As we reported earlier this month, the alt-weekly's story on Anna Nicole Smith's "secret Native American love child" was indeed fake. Stephen Lemons, who wrote the story, tallies up the carnage this week, reporting that CBS News, Gawker and the New Zealand Herald were among the outlets that fell for it. And while the paper was offered $500,000 for photos of the non-existent baby boy at one point, Lemons notes that many of the paper's regular readers knew it was a hoax all along.
Village Voice Media's headquarter's paper has been threatened with a felony indictment unless it removes the home address of Maricopa County Sheriff Joe Arpaio from its Web site and agrees to never publish the address of a law enforcement officer online again, the paper's Stephen Lemons reports. The threat comes more than two years after the paper first published Arpaio's address in an article intended "to show the absurdity of [the sheriff's] home address' being readily available to any idiot with access to a computer when [he] used the very same law to justify hiding information on commercial real estate he owns." The alt-weekly has long been a critic of Arpaio, who it accuses of corruption and having a "vindictive streak." The paper's cover this week depicts an envelope containing a Christmas card addressed to the Sheriff at his home.
Stephen Lemons reports that he and photographer Lilia Menconi were denied entry yesterday when the press was briefed on an indictment against Maricopa County's schools superintendent. Subordinates of County Sheriff Joe Arpaio said the paper was banned because it was "in litigation" with the Sheriff's office; according to Lemons, that's a reference to a New Times lawsuit seeking access to public records. "Take good notes!" Lemons yelled at fourth-estate colleagues as he was escorted from the building. "We’re from the New Times and we’re being kicked out."
Judge Maria Lopez's eponymous show will join the ranks of syndicated daytime courtroom shows on Monday, the Provincetown Banner reports. Lopez is a former Massachusetts Superior Court judge and the wife of Phoenix Media Communications Group Publisher Stephen Mindich.
Related: Mindich tells the Lowell Sun that Lopez is "having the best time of her life."
"Kevin Keane tore me a new asshole a couple weeks ago," begins the June 14 editor's note from Stephen Buel (here, second item). Keane, executive editor of ANG newspapers, was upset by East Bay Express' unfavorable coverage of his company's prospective purchase of Bay Area dailies. Buel says he stands by the Express' "overall conclusion," but he regrets "a few elements": not asking ANG for comment, using a fake byline on an article that rated reporters and not calling "attention to some of the good work done by reporters at ANG." As part of Buel's amends, this week's issue of the Express contains an interview with Keane.
That was one of the questions asked last night during a panel discussion in San Francisco on "The Coming Media Monopoly: Concentration of Press Ownership and Its Effects on Democracy." It will surprise few AAN members that panelists Stephen Buel, editor of Village Voice Media's East Bay Express, and Tim Redmond, executive editor of the San Francisco Bay Guardian, didn't see eye-to-eye on the matter. According to the "alternative online daily" BeyondChron, Buel said the Express' sale to VVM-predecessor New Times allowed the paper to hire more staff, purchase new computers and rent more office space. "In the past year, I've seen members of an alternative newsweekly buy houses in the Bay Area, and I think that's cool,” Buel said. Redmond disagreed, arguing that conglomeration results in homogenization of content and the pricing out of any true independent press.
Steve Bailey of the Boston Globe looks at the impending battle between Boston Phoenix and Boston's Weekly Dig. He writes that "others have tried to take on [Phoenix publisher Stephen] Mindich and failed," and that the owners of Boston and Philadelphia magazines "have bought the five-year-old Weekly Dig with plans to pour in the resources and turn up the heat on the Phoenix." Bailey paints a picture of Old Guard vs. Youth Movement, of Champion vs. Challenger, before surmising, "More newspapers are better than fewer newspapers."
"This is the the single most gruesome, horrible, despicable, and horrifying thing I've ever seen,'' Boston Phoenix Publisher Stephen Mindich says in an editorial accompanying his paper's link to the unedited video showing Pearl's decapitation. In an interview with the Boston Globe, Mindich decried the fact that the tape had not been more widely viewed and discussed.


What this task involves: Each record that follows should be transcribed word for word.

Exercise data:
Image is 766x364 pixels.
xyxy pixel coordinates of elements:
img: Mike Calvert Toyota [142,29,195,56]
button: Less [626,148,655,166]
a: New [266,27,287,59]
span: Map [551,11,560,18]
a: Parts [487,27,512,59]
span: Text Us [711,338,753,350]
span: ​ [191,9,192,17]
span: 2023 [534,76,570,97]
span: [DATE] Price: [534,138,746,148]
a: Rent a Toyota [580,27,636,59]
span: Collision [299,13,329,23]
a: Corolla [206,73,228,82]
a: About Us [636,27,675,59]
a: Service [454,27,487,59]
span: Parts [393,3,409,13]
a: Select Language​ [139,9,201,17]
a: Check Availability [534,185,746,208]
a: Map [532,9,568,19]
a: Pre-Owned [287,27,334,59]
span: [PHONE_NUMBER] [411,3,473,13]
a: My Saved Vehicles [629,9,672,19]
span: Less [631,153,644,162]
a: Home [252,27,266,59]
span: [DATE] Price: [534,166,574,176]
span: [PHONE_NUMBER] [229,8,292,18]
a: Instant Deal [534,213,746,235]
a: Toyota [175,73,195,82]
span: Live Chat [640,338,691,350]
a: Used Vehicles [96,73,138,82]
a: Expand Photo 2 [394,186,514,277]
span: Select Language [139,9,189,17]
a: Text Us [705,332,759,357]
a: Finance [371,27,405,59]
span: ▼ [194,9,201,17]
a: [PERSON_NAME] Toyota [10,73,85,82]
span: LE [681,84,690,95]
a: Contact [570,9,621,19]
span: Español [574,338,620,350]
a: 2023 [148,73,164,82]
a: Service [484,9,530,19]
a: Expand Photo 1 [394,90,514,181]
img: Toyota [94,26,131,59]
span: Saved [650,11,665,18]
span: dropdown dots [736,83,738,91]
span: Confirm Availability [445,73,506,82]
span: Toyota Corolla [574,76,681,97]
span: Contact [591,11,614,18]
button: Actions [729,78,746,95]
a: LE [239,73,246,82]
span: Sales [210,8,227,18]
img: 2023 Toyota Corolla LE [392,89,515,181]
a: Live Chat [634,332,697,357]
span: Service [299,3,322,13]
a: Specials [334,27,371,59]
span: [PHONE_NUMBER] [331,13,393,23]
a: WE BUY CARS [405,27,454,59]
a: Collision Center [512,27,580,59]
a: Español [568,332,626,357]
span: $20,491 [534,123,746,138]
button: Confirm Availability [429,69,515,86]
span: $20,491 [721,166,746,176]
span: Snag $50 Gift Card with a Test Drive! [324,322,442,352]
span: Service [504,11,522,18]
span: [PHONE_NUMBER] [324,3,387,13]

Solution:
Image is 766x364 pixels.
xyxy pixel coordinates of elements:
img: Mike Calvert Toyota [142,29,195,56]
button: Less [626,148,655,166]
a: New [266,27,287,59]
span: Map [551,11,560,18]
a: Parts [487,27,512,59]
span: Text Us [711,338,753,350]
span: ​ [191,9,192,17]
span: 2023 [534,76,570,97]
span: [DATE] Price: [534,138,746,148]
a: Rent a Toyota [580,27,636,59]
span: Collision [299,13,329,23]
a: Corolla [206,73,228,82]
a: About Us [636,27,675,59]
a: Service [454,27,487,59]
span: Parts [393,3,409,13]
a: Select Language​ [139,9,201,17]
a: Check Availability [534,185,746,208]
a: Map [532,9,568,19]
a: Pre-Owned [287,27,334,59]
span: [PHONE_NUMBER] [411,3,473,13]
a: My Saved Vehicles [629,9,672,19]
span: Less [631,153,644,162]
a: Home [252,27,266,59]
span: [DATE] Price: [534,166,574,176]
span: [PHONE_NUMBER] [229,8,292,18]
a: Instant Deal [534,213,746,235]
a: Toyota [175,73,195,82]
span: Live Chat [640,338,691,350]
a: Used Vehicles [96,73,138,82]
a: Expand Photo 2 [394,186,514,277]
span: Select Language [139,9,189,17]
a: Text Us [705,332,759,357]
a: Finance [371,27,405,59]
span: ▼ [194,9,201,17]
a: [PERSON_NAME] Toyota [10,73,85,82]
span: LE [681,84,690,95]
a: Contact [570,9,621,19]
span: Español [574,338,620,350]
a: 2023 [148,73,164,82]
a: Service [484,9,530,19]
a: Expand Photo 1 [394,90,514,181]
img: Toyota [94,26,131,59]
span: Saved [650,11,665,18]
span: dropdown dots [736,83,738,91]
span: Confirm Availability [445,73,506,82]
span: Toyota Corolla [574,76,681,97]
span: Contact [591,11,614,18]
button: Actions [729,78,746,95]
a: LE [239,73,246,82]
span: Sales [210,8,227,18]
img: 2023 Toyota Corolla LE [392,89,515,181]
a: Live Chat [634,332,697,357]
span: Service [299,3,322,13]
a: Specials [334,27,371,59]
span: [PHONE_NUMBER] [331,13,393,23]
a: WE BUY CARS [405,27,454,59]
a: Collision Center [512,27,580,59]
a: Español [568,332,626,357]
span: $20,491 [534,123,746,138]
button: Confirm Availability [429,69,515,86]
span: $20,491 [721,166,746,176]
span: Snag $50 Gift Card with a Test Drive! [324,322,442,352]
span: Service [504,11,522,18]
span: [PHONE_NUMBER] [324,3,387,13]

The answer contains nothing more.